The Galileo fund will invest largely in football, but not through clubs or players. Rather it has teamed up with Betfair.com, the online betting company, and will trade on football statistics and probabilities, using technical and historical analysis
Tony Woodhams, Centaur's managing director argues investing in sports betting provides an alternative investment which is not correlated to the state of the wider UK economy. But there are other reasons for football rising up the investor agenda, with the likes of Manchester United – upping exposure to faster growing fan bases in Asia.
For fund investors the question really is just how much traction there will be in such leisure focused activity.
Within the IMA UT & OEIC universe, there are 11 funds which at least a five per cent exposure to the leisure sector, according to Financial Express data.
Of these, the CF Ruffer Japanese fund and the t1ps Smaller Companies Growth fund have the highest exposure – eight and 10 per cent respectively.
The t1ps fund, which has no Asian exposure, has topped returns of these 11 funds since it launched in May 2009. Over the period it returned 24.6 per cent against the Ruffer Japanese fund's 5.9 per cent.
Varying risk of leisure; Ruffer vs. T1ps fund over 6mths.

Source: Financial Express Analytics
"Investors would have to be mad to invest in football," manager Tom Winnifrith says.
"Warren Buffett’s definition of a good company is one that has a limit on capital expenditure, a reliable income, and no competition. Football manages to be the opposite of all of these things."
But Woodhams remains positive in the benefits of the beautiful game.
"Man United statistics generate a lot of interest as the team is very liquid across various exchanges. There has to be liquidity in the sport for the company to generate profit, which is why we focus more on football," he says.
But is football indeed fickle: debt-stricken Crystal Palace went into administration in January, and Portsmouth Football Club followed suit last month.
There is some confidence out there; the London Nominees Football Fund, launched late last year, has targeted returns of seven per cent for its first year, nine per cent in the second, and 10-12 per cent by its third year.
"Football is certainly a good place to invest – it's completely uncorrelated to other asset classes – and sports investing is becoming a brand new asset class of its own," says Harpreet Sajjan, investment consultant at Business Class Group, which distributes the London fund.
"The football fund is starting to pick up greater interest given the run up to the end of the season – which is where deals in the industry tend to pick up – especially with the World Cup this year," he adds.
IFAs are less confident on the prospect, however.
"Football has a lot of emotion attached, so it does generate a significant amount of interest, but it’s not a safe place to be investing. A lot of the big clubs are struggling with massive debts – as was demonstrated by Man United’s bond issue earlier this year. It's more an area for the high-end investor looking for diversification. It's hard to know what returns you'd get." Ben Willis, AFI panelist and investment manager at Whitechurch Securities says.
Chris Wise, IFA at Bentley Jennison agrees. "Sport is a highly specialised area, and there's not much track record of how these funds perform. There have been attempts to move football investment which haven't come to much," he says.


**Exercise description:**
The required lines are those that contain "sector"; pull them out of the data and copy them.

**Data shown:**

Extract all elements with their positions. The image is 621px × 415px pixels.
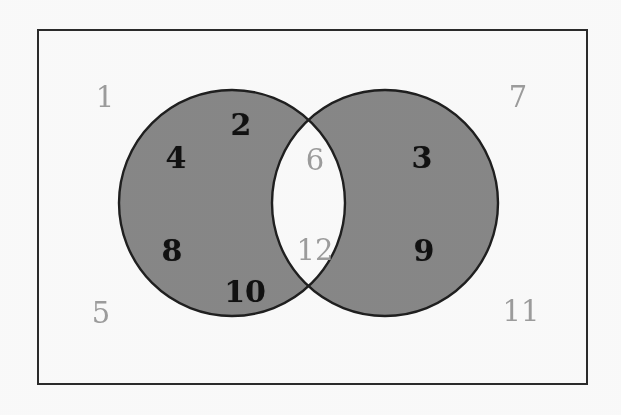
label-intersection-12: 12 — [297, 236, 334, 265]
venn-diagram: 1 7 5 11 2 4 8 10 3 9 6 12 — [0, 0, 621, 415]
label-outside-7: 7 — [509, 83, 527, 112]
venn-circles — [0, 0, 621, 415]
label-left-8: 8 — [162, 236, 183, 266]
label-outside-5: 5 — [92, 299, 110, 328]
label-right-9: 9 — [414, 236, 435, 266]
label-right-3: 3 — [412, 143, 433, 173]
label-outside-1: 1 — [96, 83, 114, 112]
label-left-4: 4 — [166, 143, 187, 173]
label-outside-11: 11 — [503, 297, 540, 326]
label-left-10: 10 — [224, 277, 266, 307]
label-intersection-6: 6 — [306, 146, 324, 175]
label-left-2: 2 — [231, 110, 252, 140]
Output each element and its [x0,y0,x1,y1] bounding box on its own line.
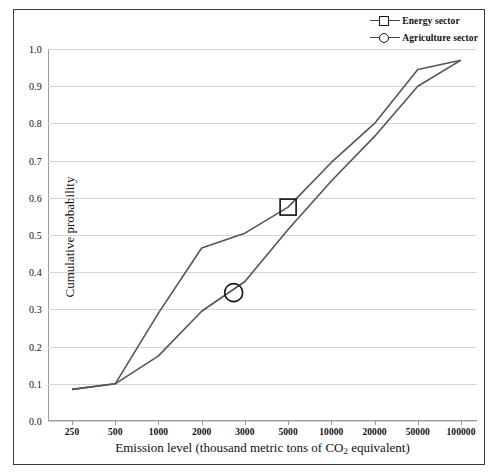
x-tick-label: 3000 [235,427,254,437]
y-tick-label: 1.0 [29,44,42,55]
y-tick-label: 0.7 [29,155,42,166]
x-tick-mark [245,421,246,425]
gridline [48,421,477,422]
y-tick-label: 0.8 [29,118,42,129]
square-marker-icon [370,14,400,28]
legend-item-energy-sector: Energy sector [370,14,460,28]
y-tick-label: 0.0 [29,416,42,427]
x-tick-label: 5000 [278,427,297,437]
x-tick-mark [461,421,462,425]
x-tick-label: 10000 [319,427,343,437]
series-line-agriculture-sector [72,60,461,389]
x-tick-mark [115,421,116,425]
x-axis-title-suffix: equivalent) [348,440,410,455]
x-tick-mark [158,421,159,425]
circle-marker-icon [370,31,400,45]
y-tick-label: 0.4 [29,267,42,278]
x-tick-mark [331,421,332,425]
y-tick-label: 0.5 [29,230,42,241]
x-tick-label: 250 [65,427,80,437]
series-line-energy-sector [72,60,461,389]
legend-label-agriculture-sector: Agriculture sector [400,33,478,43]
legend-item-agriculture-sector: Agriculture sector [370,31,478,45]
x-tick-mark [288,421,289,425]
x-axis-title-prefix: Emission level (thousand metric tons of … [115,440,343,455]
x-axis-title-subscript: 2 [343,446,348,456]
y-tick-label: 0.2 [29,341,42,352]
x-tick-label: 50000 [406,427,430,437]
y-tick-label: 0.9 [29,81,42,92]
y-tick-label: 0.1 [29,378,42,389]
x-tick-mark [375,421,376,425]
y-tick-label: 0.6 [29,192,42,203]
x-tick-label: 2000 [192,427,211,437]
x-tick-label: 100000 [446,427,475,437]
x-axis-title: Emission level (thousand metric tons of … [48,440,477,456]
x-tick-mark [418,421,419,425]
x-tick-mark [72,421,73,425]
x-tick-label: 20000 [362,427,386,437]
chart-legend: Energy sector Agriculture sector [370,14,478,45]
x-tick-label: 1000 [149,427,168,437]
legend-label-energy-sector: Energy sector [400,16,460,26]
x-tick-mark [202,421,203,425]
x-tick-label: 500 [108,427,123,437]
plot-area: 0.00.10.20.30.40.50.60.70.80.91.0 250500… [48,49,477,421]
data-curves [48,49,477,421]
chart-figure: Energy sector Agriculture sector Cumulat… [13,9,485,465]
y-tick-label: 0.3 [29,304,42,315]
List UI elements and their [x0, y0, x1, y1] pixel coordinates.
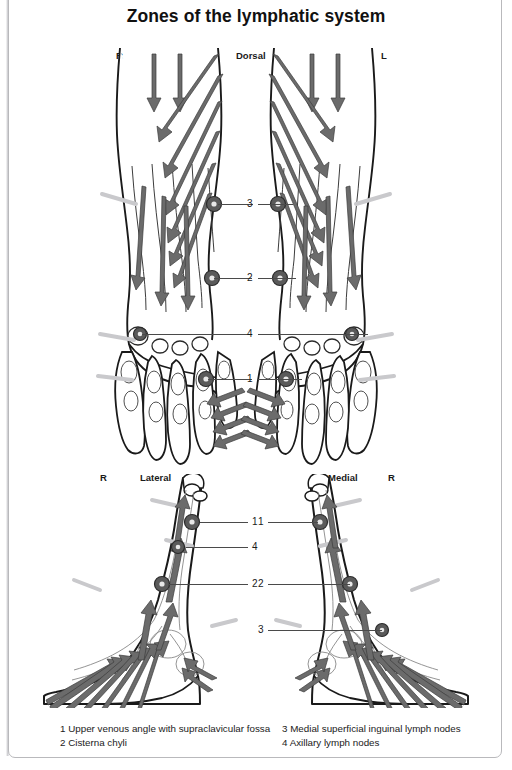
legend-item-1: 1 Upper venous angle with supraclavicula… [60, 722, 290, 736]
callout-medial-1: 1 [258, 516, 264, 527]
leader-lateral-2 [168, 584, 248, 585]
dorsal-figure [96, 46, 396, 466]
leader-upper-4-left [142, 334, 252, 335]
callout-upper-3: 3 [247, 198, 253, 209]
leader-upper-4-right [258, 334, 368, 335]
medial-figure [272, 474, 472, 708]
callout-upper-2: 2 [247, 272, 253, 283]
callout-medial-3: 3 [258, 624, 264, 635]
legend-column-right: 3 Medial superficial inguinal lymph node… [282, 722, 502, 749]
leader-medial-1 [268, 522, 318, 523]
leader-medial-2 [268, 584, 350, 585]
callout-lateral-2: 2 [252, 578, 258, 589]
page-title: Zones of the lymphatic system [0, 6, 512, 27]
callout-lateral-4: 4 [252, 541, 258, 552]
leader-upper-1-right [258, 379, 302, 380]
leader-lateral-1 [200, 522, 248, 523]
legend-item-4: 4 Axillary lymph nodes [282, 736, 502, 750]
legend-column-left: 1 Upper venous angle with supraclavicula… [60, 722, 290, 749]
lateral-figure [40, 474, 240, 708]
leader-upper-2-right [258, 278, 296, 279]
callout-upper-4: 4 [247, 328, 253, 339]
leader-lateral-4 [186, 547, 248, 548]
leader-upper-1-left [208, 379, 252, 380]
legend-item-3: 3 Medial superficial inguinal lymph node… [282, 722, 502, 736]
callout-medial-2: 2 [258, 578, 264, 589]
leader-upper-3-right [258, 204, 293, 205]
callout-upper-1: 1 [247, 373, 253, 384]
legend-item-2: 2 Cisterna chyli [60, 736, 290, 750]
callout-lateral-1: 1 [252, 516, 258, 527]
leader-medial-3 [268, 630, 382, 631]
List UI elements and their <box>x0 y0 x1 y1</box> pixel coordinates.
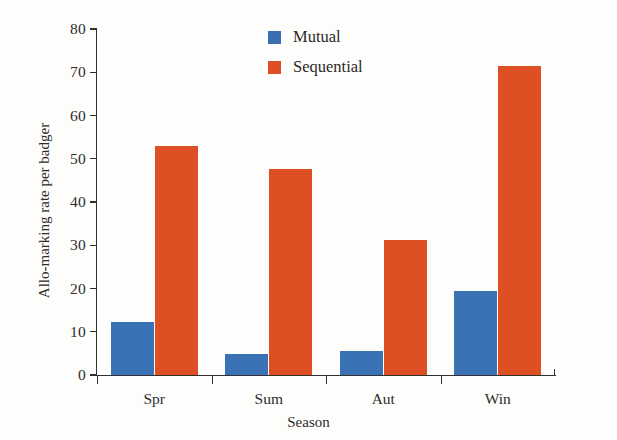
x-tick-label-spr: Spr <box>143 390 165 408</box>
x-tick-label-aut: Aut <box>372 390 395 408</box>
x-tick-mark <box>441 376 442 384</box>
legend-label-mutual: Mutual <box>293 27 341 47</box>
x-axis-title: Season <box>0 414 617 431</box>
y-tick-label: 60 <box>40 107 86 125</box>
y-tick-mark <box>90 245 97 246</box>
y-tick-label: 40 <box>40 193 86 211</box>
legend-swatch-sequential-icon <box>268 61 281 74</box>
y-tick-label: 30 <box>40 236 86 254</box>
x-tick-mark <box>97 376 98 384</box>
y-tick-mark <box>90 28 97 29</box>
y-tick-label: 20 <box>40 280 86 298</box>
legend-item-mutual[interactable]: Mutual <box>268 22 363 52</box>
bar-sequential-sum <box>269 169 312 375</box>
y-tick-mark <box>90 331 97 332</box>
x-tick-label-sum: Sum <box>255 390 283 408</box>
legend-swatch-mutual-icon <box>268 31 281 44</box>
x-tick-mark <box>212 376 213 384</box>
y-tick-mark <box>90 201 97 202</box>
y-tick-label: 10 <box>40 323 86 341</box>
bar-mutual-sum <box>225 354 268 375</box>
legend-item-sequential[interactable]: Sequential <box>268 52 363 82</box>
y-tick-mark <box>90 288 97 289</box>
bar-mutual-spr <box>111 322 154 375</box>
chart-legend: Mutual Sequential <box>268 22 363 82</box>
bar-sequential-aut <box>384 240 427 375</box>
y-tick-label: 80 <box>40 20 86 38</box>
y-tick-label: 0 <box>40 366 86 384</box>
bar-sequential-spr <box>155 146 198 375</box>
y-tick-mark <box>90 72 97 73</box>
legend-label-sequential: Sequential <box>293 57 363 77</box>
y-tick-mark <box>90 374 97 375</box>
bar-sequential-win <box>498 66 541 375</box>
x-tick-mark <box>326 376 327 384</box>
bar-mutual-win <box>454 291 497 375</box>
y-tick-label: 70 <box>40 63 86 81</box>
y-tick-label: 50 <box>40 150 86 168</box>
y-tick-mark <box>90 115 97 116</box>
x-tick-label-win: Win <box>485 390 511 408</box>
bar-mutual-aut <box>340 351 383 375</box>
y-tick-mark <box>90 158 97 159</box>
bar-chart-figure: Allo-marking rate per badger 01020304050… <box>0 0 617 440</box>
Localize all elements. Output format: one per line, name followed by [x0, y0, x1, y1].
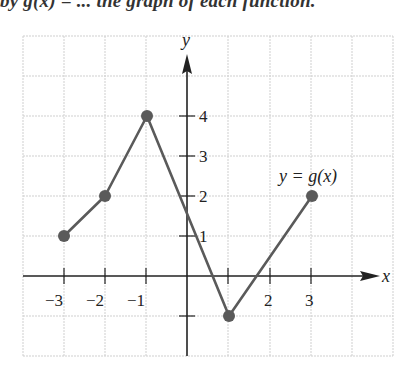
y-axis-arrow-icon — [182, 54, 192, 74]
point-m2-2 — [99, 190, 111, 202]
point-m3-1 — [58, 230, 70, 242]
x-tick-label: −3 — [45, 291, 63, 310]
function-graph: −3 −2 −1 2 3 1 2 3 4 x y y = g(x) — [0, 0, 414, 374]
point-1-m1 — [223, 310, 235, 322]
x-axis-label: x — [381, 266, 390, 286]
y-axis-label: y — [180, 30, 190, 50]
x-tick-label: −2 — [86, 291, 104, 310]
x-axis-arrow-icon — [360, 271, 380, 281]
y-tick-label: 2 — [199, 187, 208, 206]
point-m1-4 — [141, 110, 153, 122]
x-tick-label: 2 — [264, 291, 273, 310]
point-3-2 — [306, 190, 318, 202]
y-tick-label: 4 — [199, 107, 208, 126]
x-tick-label: −1 — [127, 291, 145, 310]
g-curve — [64, 116, 312, 316]
function-label: y = g(x) — [277, 166, 337, 187]
y-tick-label: 1 — [199, 227, 208, 246]
grid — [23, 36, 393, 356]
x-tick-label: 3 — [305, 291, 314, 310]
y-axis — [179, 54, 195, 356]
x-axis — [23, 268, 380, 284]
y-tick-label: 3 — [199, 147, 208, 166]
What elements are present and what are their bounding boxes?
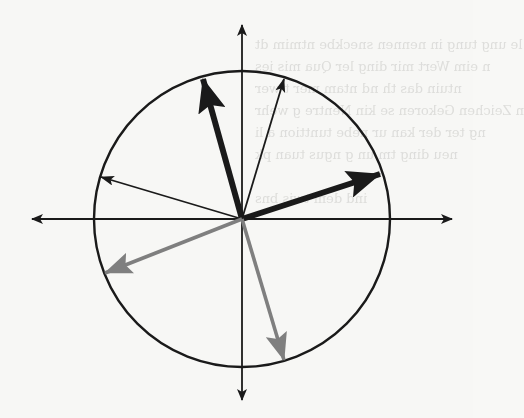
- vector-gray-lower-right: [242, 219, 284, 360]
- vector-gray-lower-left: [105, 219, 242, 273]
- vector-thin-black-upper-right: [242, 79, 284, 219]
- vector-thin-black-left: [101, 177, 242, 219]
- vector-thick-black-upper-left: [203, 79, 242, 219]
- vector-thick-black-right: [242, 174, 380, 219]
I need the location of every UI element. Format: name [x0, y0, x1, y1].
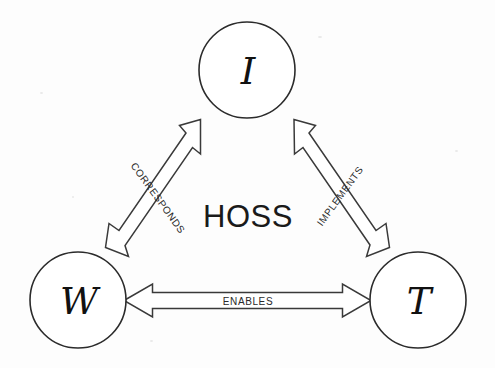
node-world[interactable]: W	[30, 252, 126, 348]
center-label: HOSS	[203, 199, 293, 234]
node-technology-letter: T	[407, 280, 434, 323]
hoss-triangle-diagram: HOSS CORRESPONDS IMPLEMENTS ENABLES I W …	[0, 0, 495, 368]
node-world-letter: W	[60, 280, 101, 323]
node-technology[interactable]: T	[370, 252, 466, 348]
node-information-letter: I	[240, 50, 257, 93]
node-information[interactable]: I	[199, 22, 295, 118]
diagram-canvas: HOSS CORRESPONDS IMPLEMENTS ENABLES I W …	[0, 0, 495, 368]
edge-label-enables: ENABLES	[223, 296, 273, 307]
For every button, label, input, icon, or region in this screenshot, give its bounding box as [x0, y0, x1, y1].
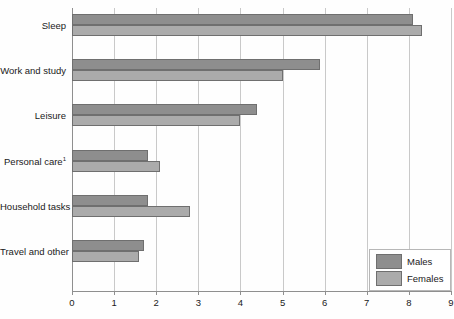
bar-females-sleep — [72, 25, 422, 36]
legend: Males Females — [369, 249, 451, 291]
tick-mark-6 — [325, 291, 326, 295]
gridline-9 — [451, 8, 452, 291]
category-label-leisure: Leisure — [0, 110, 66, 121]
tick-mark-2 — [156, 291, 157, 295]
category-label-travel-and-other: Travel and other — [0, 246, 66, 257]
legend-swatch-females-icon — [376, 271, 402, 286]
bar-females-household-tasks — [72, 206, 190, 217]
gridline-4 — [240, 8, 241, 291]
legend-label-females: Females — [407, 273, 443, 284]
category-label-text: Personal care — [4, 156, 63, 167]
gridline-5 — [283, 8, 284, 291]
tick-mark-3 — [198, 291, 199, 295]
tick-mark-8 — [409, 291, 410, 295]
bar-males-work-and-study — [72, 59, 320, 70]
tick-mark-0 — [72, 291, 73, 295]
bar-males-leisure — [72, 104, 257, 115]
x-tick-label-0: 0 — [69, 297, 74, 308]
legend-label-males: Males — [407, 256, 432, 267]
legend-item-males: Males — [376, 254, 432, 269]
bar-males-travel-and-other — [72, 240, 144, 251]
tick-mark-4 — [240, 291, 241, 295]
category-label-sleep: Sleep — [0, 20, 66, 31]
bar-males-household-tasks — [72, 195, 148, 206]
x-axis-line — [72, 291, 452, 292]
x-tick-label-3: 3 — [196, 297, 201, 308]
gridline-7 — [367, 8, 368, 291]
x-tick-label-1: 1 — [111, 297, 116, 308]
category-label-work-and-study: Work and study — [0, 65, 66, 76]
x-tick-label-5: 5 — [280, 297, 285, 308]
tick-mark-9 — [451, 291, 452, 295]
gridline-3 — [198, 8, 199, 291]
x-tick-label-2: 2 — [154, 297, 159, 308]
tick-mark-7 — [367, 291, 368, 295]
legend-item-females: Females — [376, 271, 443, 286]
category-label-household-tasks: Household tasks — [0, 201, 66, 212]
category-label-personal-care: Personal care1 — [0, 156, 66, 167]
x-tick-label-6: 6 — [322, 297, 327, 308]
bar-males-personal-care — [72, 150, 148, 161]
category-footnote-marker: 1 — [63, 155, 66, 161]
bar-females-work-and-study — [72, 70, 283, 81]
tick-mark-5 — [283, 291, 284, 295]
x-tick-label-7: 7 — [364, 297, 369, 308]
x-tick-label-8: 8 — [406, 297, 411, 308]
gridline-2 — [156, 8, 157, 291]
bar-females-personal-care — [72, 161, 160, 172]
x-tick-label-9: 9 — [448, 297, 453, 308]
gridline-6 — [325, 8, 326, 291]
bar-females-leisure — [72, 115, 240, 126]
legend-swatch-males-icon — [376, 254, 402, 269]
bar-males-sleep — [72, 14, 413, 25]
bar-females-travel-and-other — [72, 251, 139, 262]
x-tick-label-4: 4 — [238, 297, 243, 308]
tick-mark-1 — [114, 291, 115, 295]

**Result below:**
legend-item-energy-sector: Energy sector [370,14,460,28]
series-line-agriculture-sector [72,60,461,389]
series-line-energy-sector [72,60,461,389]
legend-label-agriculture-sector: Agriculture sector [400,33,478,43]
legend-item-agriculture-sector: Agriculture sector [370,31,478,45]
chart-legend: Energy sector Agriculture sector [370,14,478,45]
legend-label-energy-sector: Energy sector [400,16,460,26]
chart-figure: Energy sector Agriculture sector Cumulat… [13,9,485,465]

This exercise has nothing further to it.